Professor Christakis runs the Human Nature Lab at Yale University in New Haven, Connecticut, and his recent book, “Blueprint: The Evolutionary Origins of a Good Society,” feels like a modern-day Enlightenment treatise. With scientific methods and tools that were scarcely imaginable three centuries ago, he runs humanity through the wringer and comes to a conclusion that might surprise some people: “The arc of our evolutionary history is long. But it bends toward goodness.”

So as part of my effort to acquaint you all with fellow readers and thinkers working to expand the best in our natures, I sat down with him in December for a chat and turned the conversation to politics.

Dr. Christakis’ research suggests that a “social suite” including love, friendship, cooperation, and teaching has been hard-wired into human beings, though we tend to deploy these qualities selectively toward those like ourselves – our “in group.” In many ways, he says, America is an unprecedented social experiment, testing whether we humans can share these behaviors more broadly.

In that, America has had an important superpower. It has had identities that cut across in-groups. For example, “you might go to a different church from someone else, but you had connections with them” – your children played baseball together or you went to the same school or had the same occupation, Dr.
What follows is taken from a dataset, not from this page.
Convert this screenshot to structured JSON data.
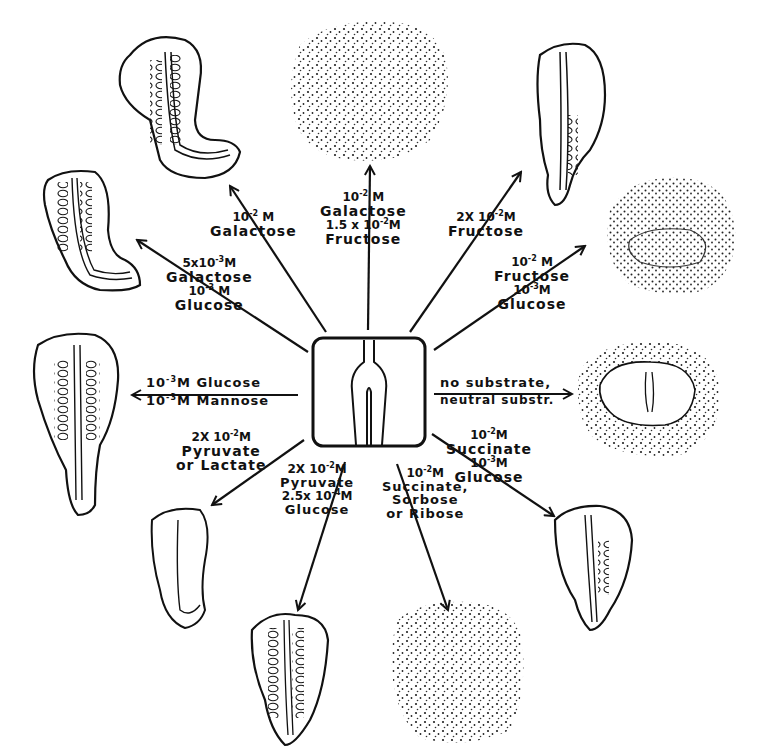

Christakis says. And the less segregated we are – not just racially but by ideology, religion, income, and education – “the stronger the democracy.”

That’s changed in recent decades. People talk about living in “Facebook bubbles” where we only interact with people who agree with us, but it goes beyond social media. We live in an increasingly “sorted” society. Yet for a diverse democracy to overcome the urge to tribalize, it needs citizens with crosscutting identities, he says.

So what do we do now? We can combat tribal tendencies in one of two ways, Dr. Christakis says. We can “go up, or go down.”

We can go “up” to a higher unifying identity as fellow citizens, for example. While most nation-states define themselves by ethnic or linguistic identity, “it’s almost unparalleled in the history of the world that anyone can become an American,” he says.

Or we can go “down” a level and acknowledge the innate value of each individual, as Martin Luther King Jr. argued. “Every single human holds prejudiced opinions,” Dr. Christakis says. But that can be overcome by “our innate capacities for recognizing the uniqueness of others and for forming friendships.”

In the end, the founders got it right. The Constitution reflects crucial features of human nature, Dr. Christakis says. Political tides can push against our innate desire for the good in the social suite, “but only for a while.”